IPPR thinktank blames higher rents, rising property prices and childcare costs for relative poverty reaching 17.4%
Working families have come under increasing financial pressure during the last 25 years from soaring property prices, private sector rent hikes and crippling childcare costs, according to the first major analysis of official figures released last month, which shows the UK’s poverty rate among working households last year reached a record high this century.
An increase in relative poverty from 13% in 1996 to 17.4% of working households in the year to March 2020 illustrates the combination of low wage rises and spiralling cost of living faced by a group that Theresa May described when she was prime minister as the “just about managing”.

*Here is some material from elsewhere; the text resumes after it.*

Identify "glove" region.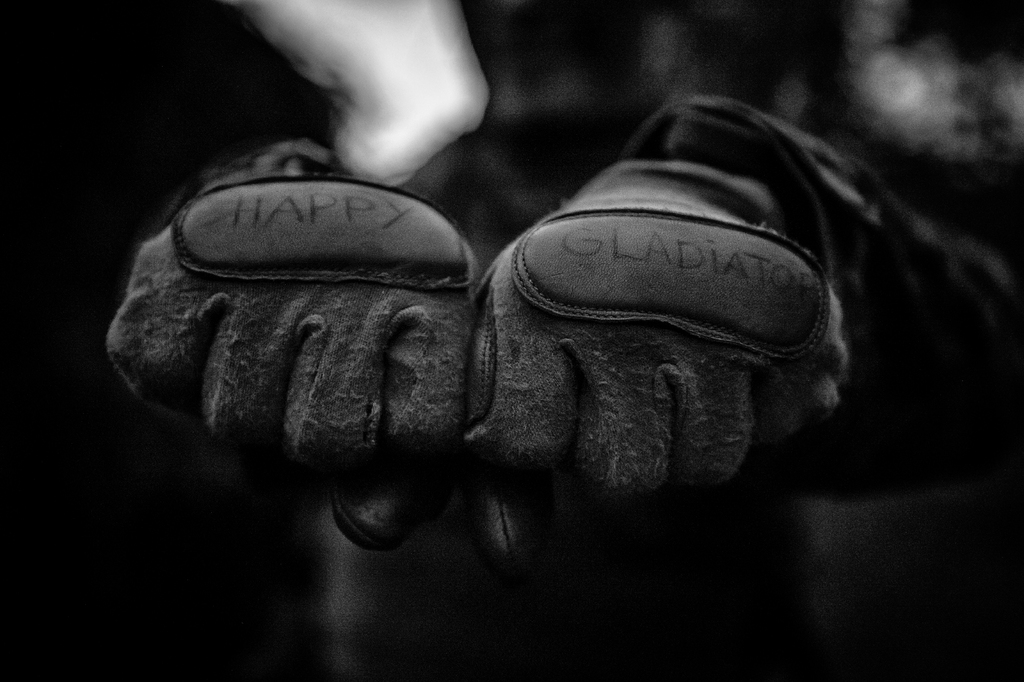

The IPPR thinktank, which conducted the analysis, found that since 2010 the situation has deteriorated steadily to leave working families at the highest risk of falling into poverty since the welfare system was at its most generous in 2004.

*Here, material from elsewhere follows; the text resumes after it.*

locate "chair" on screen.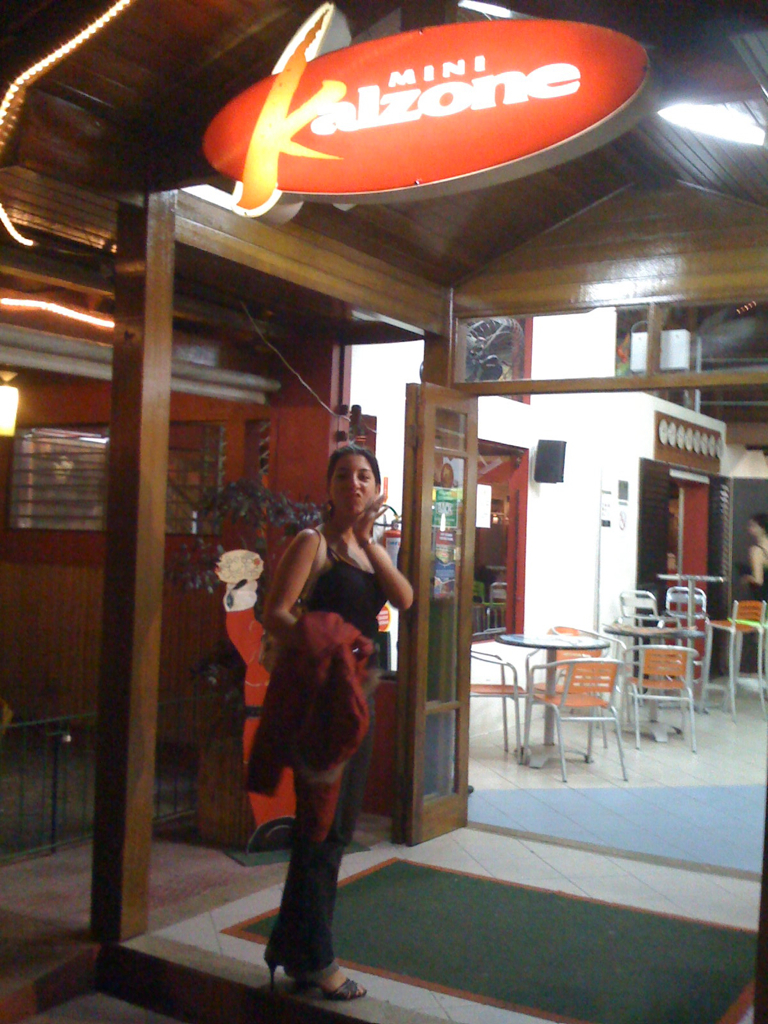
On screen at [545,625,632,744].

Amid concern that working families were increasingly forced to adopt unhealthy lifestyles and seek high cost credit to pay debts, the report said four factors lay behind the growth in poverty:
· Spiralling housing costs among low-income households.
· Low wages and modest pay rises.
· A social security system that has failed to keep up with rental costs.
· A lack of flexible and affordable childcare.
Poverty increases among children and pensioners across UK
Child poverty in UK at highest level since 2010, official figures show
Families unable to buy a home who rent from private landlords are among the worst affected following reforms to the benefits system that rewards private landlords, the IPPR said.
House price growth was a key factor in driving poverty higher as more families came to rely on renting privately. Housing costs for private tenants have jumped by almost 50% above the general rate of inflation over the last 25 years.
The report said it forecast that by 2025, one in four households will rent their home from a private landlord.
“Much of the multibillion pound benefits bill supports housing costs in the private sector, with any increase effectively channelled into the pockets of private landlords,” the report said, adding that £11.1bn of housing welfare payments went to private landlords last year.
The figures, reflecting the position just before the pandemic struck, show that the increase in poverty rates were most acute in London, Wales and the north of England.
Working poverty rates among families with three or more children were the worst of any family group, up more than two-thirds over the past decade to reach 42%, though single parents and couples with a single earner also suffered sharply declining disposable incomes.
Clare McNeil, the head of the IPPR’s Future Welfare State programme, said the situation is worse than official figures show while childcare costs are excluded from the calculation.
She said the government had shown with its cuts to stamp duty tax on home sales that its economic plan depended on ever-rising house prices while cuts in spending closed off access to affordable housing.
“It has trapped us in a vicious circle which, unless broken, will condemn us either to a constantly rising social security bill, or to ever-increasing poverty among working households.”
Jonathan Reynolds, shadow work and pensions secretary, said successive Conservative administrations had broken the link between work and prosperity.
“It is simply wrong that one in six working households can’t make ends meet while the overwhelming majority of children living in poverty have working parents,” he said.
The relative poverty line is defined as 60% of the median equivalised household income, with any household under this amount being described as “in poverty”. Equivalisation means that households of different types have different poverty lines. In 2018/19 the poverty line for a single person was £147 a week, whereas for a couple with two young children it was £354.